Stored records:
################

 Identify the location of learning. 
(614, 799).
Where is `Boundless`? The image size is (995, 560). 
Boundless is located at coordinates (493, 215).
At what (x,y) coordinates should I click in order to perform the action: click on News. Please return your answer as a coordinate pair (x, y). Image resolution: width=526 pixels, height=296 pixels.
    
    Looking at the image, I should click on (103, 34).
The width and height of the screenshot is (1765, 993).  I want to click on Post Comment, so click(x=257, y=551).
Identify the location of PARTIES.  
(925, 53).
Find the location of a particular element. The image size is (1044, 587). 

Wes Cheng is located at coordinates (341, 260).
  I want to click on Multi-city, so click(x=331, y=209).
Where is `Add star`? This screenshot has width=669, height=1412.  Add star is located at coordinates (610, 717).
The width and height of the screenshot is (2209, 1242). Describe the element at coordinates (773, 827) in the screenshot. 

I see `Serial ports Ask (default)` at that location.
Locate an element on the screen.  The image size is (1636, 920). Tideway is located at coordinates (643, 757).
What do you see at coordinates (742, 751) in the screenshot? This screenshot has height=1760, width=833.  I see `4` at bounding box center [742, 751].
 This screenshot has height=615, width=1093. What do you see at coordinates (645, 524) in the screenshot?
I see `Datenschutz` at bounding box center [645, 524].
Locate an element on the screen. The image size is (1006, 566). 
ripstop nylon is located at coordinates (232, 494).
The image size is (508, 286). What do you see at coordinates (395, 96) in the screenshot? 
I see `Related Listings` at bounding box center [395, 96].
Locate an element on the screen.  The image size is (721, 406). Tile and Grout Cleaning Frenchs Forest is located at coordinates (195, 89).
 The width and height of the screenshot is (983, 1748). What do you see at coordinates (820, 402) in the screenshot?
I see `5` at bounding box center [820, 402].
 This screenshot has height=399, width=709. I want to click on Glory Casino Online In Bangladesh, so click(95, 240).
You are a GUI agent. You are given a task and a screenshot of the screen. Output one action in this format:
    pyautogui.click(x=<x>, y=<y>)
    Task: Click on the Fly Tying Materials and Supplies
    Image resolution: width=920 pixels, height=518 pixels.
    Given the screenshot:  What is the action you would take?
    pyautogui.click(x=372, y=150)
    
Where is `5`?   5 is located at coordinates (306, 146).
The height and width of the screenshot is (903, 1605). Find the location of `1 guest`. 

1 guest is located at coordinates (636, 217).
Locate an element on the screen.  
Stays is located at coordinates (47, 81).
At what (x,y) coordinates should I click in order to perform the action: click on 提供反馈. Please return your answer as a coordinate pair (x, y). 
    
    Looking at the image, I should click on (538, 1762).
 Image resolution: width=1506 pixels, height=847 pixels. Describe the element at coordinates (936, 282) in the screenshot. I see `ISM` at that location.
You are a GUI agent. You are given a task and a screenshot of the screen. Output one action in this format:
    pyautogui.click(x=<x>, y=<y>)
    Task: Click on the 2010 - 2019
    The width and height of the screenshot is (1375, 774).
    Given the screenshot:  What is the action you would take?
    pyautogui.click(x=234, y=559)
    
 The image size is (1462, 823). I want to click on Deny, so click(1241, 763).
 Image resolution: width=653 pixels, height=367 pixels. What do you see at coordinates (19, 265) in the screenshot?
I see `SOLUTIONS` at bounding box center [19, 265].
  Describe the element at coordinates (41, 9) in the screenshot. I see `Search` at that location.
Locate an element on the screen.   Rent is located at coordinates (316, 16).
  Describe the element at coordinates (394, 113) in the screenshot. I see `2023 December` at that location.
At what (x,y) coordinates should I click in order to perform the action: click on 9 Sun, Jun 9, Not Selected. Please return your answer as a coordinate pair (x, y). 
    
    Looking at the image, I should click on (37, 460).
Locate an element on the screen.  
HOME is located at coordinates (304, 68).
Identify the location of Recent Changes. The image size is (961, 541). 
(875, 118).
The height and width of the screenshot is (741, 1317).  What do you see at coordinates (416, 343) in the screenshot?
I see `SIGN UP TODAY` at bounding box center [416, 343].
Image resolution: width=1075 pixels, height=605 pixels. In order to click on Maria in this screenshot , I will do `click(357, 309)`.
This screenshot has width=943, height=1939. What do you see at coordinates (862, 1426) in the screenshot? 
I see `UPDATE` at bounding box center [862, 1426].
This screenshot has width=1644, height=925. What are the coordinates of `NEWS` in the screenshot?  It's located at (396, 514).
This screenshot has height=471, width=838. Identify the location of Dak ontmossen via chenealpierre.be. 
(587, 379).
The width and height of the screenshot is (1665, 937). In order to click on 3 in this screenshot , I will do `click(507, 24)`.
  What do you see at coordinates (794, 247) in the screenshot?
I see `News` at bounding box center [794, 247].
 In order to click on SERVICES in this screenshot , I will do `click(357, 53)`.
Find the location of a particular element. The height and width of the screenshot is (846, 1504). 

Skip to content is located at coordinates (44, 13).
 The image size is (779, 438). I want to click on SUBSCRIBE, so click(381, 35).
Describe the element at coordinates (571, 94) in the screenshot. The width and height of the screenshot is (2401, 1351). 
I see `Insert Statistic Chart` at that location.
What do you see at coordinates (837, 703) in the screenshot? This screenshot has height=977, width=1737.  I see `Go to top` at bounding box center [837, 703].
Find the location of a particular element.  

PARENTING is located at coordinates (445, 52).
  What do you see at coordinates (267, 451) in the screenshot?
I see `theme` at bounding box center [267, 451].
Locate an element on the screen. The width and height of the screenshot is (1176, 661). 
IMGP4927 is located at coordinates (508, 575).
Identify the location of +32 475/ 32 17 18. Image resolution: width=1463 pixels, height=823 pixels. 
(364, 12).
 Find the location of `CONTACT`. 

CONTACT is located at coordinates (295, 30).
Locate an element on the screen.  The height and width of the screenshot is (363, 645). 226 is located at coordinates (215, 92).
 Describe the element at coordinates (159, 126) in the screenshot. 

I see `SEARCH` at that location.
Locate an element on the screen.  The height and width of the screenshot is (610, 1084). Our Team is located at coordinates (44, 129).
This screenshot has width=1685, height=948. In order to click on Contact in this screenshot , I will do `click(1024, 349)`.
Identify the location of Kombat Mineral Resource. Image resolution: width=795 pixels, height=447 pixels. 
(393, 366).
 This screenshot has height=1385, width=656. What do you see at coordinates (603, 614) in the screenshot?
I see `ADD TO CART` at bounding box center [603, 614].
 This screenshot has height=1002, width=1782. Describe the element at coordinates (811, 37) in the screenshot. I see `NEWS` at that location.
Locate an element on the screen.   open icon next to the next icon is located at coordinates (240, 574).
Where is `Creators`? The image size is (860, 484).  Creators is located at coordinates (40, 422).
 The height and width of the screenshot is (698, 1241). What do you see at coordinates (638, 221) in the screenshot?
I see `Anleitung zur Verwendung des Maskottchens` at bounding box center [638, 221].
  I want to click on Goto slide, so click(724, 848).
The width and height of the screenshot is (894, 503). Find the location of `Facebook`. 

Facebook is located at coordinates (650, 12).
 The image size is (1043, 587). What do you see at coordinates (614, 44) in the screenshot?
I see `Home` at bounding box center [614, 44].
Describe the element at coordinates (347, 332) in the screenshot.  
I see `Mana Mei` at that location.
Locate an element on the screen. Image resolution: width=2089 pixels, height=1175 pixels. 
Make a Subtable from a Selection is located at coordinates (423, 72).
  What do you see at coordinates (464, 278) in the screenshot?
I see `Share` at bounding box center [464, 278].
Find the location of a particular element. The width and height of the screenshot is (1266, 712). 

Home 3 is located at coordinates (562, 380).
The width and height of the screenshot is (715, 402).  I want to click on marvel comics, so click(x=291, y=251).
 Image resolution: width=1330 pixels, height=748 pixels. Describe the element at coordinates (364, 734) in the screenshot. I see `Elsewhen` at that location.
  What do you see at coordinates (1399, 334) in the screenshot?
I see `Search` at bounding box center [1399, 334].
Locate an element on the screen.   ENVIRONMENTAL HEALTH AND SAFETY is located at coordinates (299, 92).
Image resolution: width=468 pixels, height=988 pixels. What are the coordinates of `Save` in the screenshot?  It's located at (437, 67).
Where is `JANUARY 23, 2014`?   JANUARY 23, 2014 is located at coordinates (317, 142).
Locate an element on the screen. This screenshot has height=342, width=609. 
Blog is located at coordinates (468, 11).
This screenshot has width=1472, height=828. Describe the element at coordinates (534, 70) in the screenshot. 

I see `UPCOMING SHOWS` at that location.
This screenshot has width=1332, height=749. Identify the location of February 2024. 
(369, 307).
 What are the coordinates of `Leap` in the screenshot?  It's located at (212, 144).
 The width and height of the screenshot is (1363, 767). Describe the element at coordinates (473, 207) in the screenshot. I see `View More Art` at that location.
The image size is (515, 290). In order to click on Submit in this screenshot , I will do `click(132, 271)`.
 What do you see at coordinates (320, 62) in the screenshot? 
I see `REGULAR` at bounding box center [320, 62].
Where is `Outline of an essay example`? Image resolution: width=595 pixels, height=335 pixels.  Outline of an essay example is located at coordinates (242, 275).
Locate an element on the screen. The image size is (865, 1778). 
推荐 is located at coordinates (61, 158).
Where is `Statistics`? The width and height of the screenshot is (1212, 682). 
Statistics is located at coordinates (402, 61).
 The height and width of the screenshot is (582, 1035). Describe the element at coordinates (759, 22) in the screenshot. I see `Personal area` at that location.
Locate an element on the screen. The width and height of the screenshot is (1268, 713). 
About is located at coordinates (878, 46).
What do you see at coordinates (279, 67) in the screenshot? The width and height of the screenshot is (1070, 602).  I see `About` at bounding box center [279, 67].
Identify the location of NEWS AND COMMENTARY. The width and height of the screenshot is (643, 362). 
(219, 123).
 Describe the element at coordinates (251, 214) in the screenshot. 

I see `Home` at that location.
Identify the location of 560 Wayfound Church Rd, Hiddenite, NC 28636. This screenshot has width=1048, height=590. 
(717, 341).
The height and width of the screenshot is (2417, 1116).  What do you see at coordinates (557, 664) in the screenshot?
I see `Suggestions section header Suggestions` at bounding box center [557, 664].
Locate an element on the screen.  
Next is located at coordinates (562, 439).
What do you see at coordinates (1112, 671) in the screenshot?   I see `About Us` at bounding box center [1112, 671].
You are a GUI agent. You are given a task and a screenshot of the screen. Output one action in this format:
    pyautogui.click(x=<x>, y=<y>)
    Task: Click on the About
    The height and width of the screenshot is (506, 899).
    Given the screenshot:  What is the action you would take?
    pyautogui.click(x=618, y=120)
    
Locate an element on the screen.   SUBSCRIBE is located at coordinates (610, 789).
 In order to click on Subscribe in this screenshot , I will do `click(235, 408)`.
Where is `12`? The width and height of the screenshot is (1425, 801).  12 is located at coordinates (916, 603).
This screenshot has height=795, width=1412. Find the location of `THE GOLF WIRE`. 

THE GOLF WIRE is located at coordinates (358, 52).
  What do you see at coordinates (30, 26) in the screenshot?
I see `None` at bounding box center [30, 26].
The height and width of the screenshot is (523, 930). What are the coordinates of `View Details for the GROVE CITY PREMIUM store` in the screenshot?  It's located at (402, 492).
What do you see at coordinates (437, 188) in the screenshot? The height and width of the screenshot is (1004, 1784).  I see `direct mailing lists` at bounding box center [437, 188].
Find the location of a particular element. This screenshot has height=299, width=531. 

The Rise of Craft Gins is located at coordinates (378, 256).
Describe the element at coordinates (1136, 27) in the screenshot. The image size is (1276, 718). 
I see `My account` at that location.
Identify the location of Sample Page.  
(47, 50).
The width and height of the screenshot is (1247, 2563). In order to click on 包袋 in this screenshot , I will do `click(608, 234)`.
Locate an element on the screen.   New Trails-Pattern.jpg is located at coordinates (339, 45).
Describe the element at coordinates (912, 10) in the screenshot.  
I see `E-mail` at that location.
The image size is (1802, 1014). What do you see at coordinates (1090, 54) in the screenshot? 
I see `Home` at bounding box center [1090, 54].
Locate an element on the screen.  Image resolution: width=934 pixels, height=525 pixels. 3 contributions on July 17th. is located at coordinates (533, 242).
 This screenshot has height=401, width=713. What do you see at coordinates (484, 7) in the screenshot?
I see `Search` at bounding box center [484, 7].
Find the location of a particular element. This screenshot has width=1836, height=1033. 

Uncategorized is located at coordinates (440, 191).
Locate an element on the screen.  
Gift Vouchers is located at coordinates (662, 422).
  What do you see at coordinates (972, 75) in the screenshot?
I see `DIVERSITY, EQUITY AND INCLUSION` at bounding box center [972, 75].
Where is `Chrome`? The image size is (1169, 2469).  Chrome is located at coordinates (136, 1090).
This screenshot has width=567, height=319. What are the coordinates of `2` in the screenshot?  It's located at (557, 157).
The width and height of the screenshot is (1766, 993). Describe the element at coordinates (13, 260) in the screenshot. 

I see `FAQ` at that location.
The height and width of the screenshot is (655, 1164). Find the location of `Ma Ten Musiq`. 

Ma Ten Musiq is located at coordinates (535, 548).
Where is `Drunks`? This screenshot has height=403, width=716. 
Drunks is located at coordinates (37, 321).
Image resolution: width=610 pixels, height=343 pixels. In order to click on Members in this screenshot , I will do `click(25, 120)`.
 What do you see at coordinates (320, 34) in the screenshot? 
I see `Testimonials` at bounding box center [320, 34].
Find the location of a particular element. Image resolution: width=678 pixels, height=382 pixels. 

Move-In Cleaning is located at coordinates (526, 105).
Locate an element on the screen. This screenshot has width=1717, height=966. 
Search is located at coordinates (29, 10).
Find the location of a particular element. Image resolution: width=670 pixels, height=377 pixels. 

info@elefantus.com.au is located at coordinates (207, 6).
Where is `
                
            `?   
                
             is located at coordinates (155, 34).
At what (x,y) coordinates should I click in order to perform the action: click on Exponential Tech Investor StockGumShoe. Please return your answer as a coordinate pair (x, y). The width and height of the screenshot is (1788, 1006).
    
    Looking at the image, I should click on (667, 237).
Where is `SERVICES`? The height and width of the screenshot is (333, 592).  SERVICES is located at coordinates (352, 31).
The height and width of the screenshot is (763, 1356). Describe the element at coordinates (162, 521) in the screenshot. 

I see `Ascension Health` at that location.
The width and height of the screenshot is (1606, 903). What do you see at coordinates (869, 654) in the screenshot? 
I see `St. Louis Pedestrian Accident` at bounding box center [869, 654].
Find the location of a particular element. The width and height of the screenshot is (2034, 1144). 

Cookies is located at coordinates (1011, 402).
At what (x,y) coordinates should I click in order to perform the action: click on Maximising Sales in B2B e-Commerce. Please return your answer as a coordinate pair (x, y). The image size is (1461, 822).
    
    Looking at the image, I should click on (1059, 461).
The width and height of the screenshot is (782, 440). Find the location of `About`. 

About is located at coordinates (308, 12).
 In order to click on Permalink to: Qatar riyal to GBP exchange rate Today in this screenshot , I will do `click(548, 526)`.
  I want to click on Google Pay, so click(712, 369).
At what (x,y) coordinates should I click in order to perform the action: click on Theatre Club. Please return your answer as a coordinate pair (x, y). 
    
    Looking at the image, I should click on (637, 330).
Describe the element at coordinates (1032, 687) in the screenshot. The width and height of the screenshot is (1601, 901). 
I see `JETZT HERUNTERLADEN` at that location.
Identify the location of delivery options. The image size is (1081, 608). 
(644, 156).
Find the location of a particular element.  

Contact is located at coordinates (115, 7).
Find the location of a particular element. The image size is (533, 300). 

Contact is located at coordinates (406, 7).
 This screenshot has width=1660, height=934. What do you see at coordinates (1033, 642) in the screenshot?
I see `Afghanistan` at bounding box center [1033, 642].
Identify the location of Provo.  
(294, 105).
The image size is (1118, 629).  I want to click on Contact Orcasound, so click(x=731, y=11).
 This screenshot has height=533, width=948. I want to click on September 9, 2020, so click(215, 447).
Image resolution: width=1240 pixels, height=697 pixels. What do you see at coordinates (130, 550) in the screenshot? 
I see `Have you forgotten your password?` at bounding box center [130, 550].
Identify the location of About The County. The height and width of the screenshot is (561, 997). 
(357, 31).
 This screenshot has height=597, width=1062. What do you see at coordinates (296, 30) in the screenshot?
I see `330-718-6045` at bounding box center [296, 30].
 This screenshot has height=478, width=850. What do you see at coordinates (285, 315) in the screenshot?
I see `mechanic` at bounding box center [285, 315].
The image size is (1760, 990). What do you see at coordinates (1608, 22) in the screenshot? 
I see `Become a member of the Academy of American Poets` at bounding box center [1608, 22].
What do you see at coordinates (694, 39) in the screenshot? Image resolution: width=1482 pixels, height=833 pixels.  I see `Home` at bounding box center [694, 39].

################

§ **What to work on**: Consider the entries above and return each line with the string "SERVICES".

§ **Final answer**:
 In order to click on SERVICES in this screenshot , I will do `click(357, 53)`.
Where is `SERVICES`? The height and width of the screenshot is (333, 592).  SERVICES is located at coordinates (352, 31).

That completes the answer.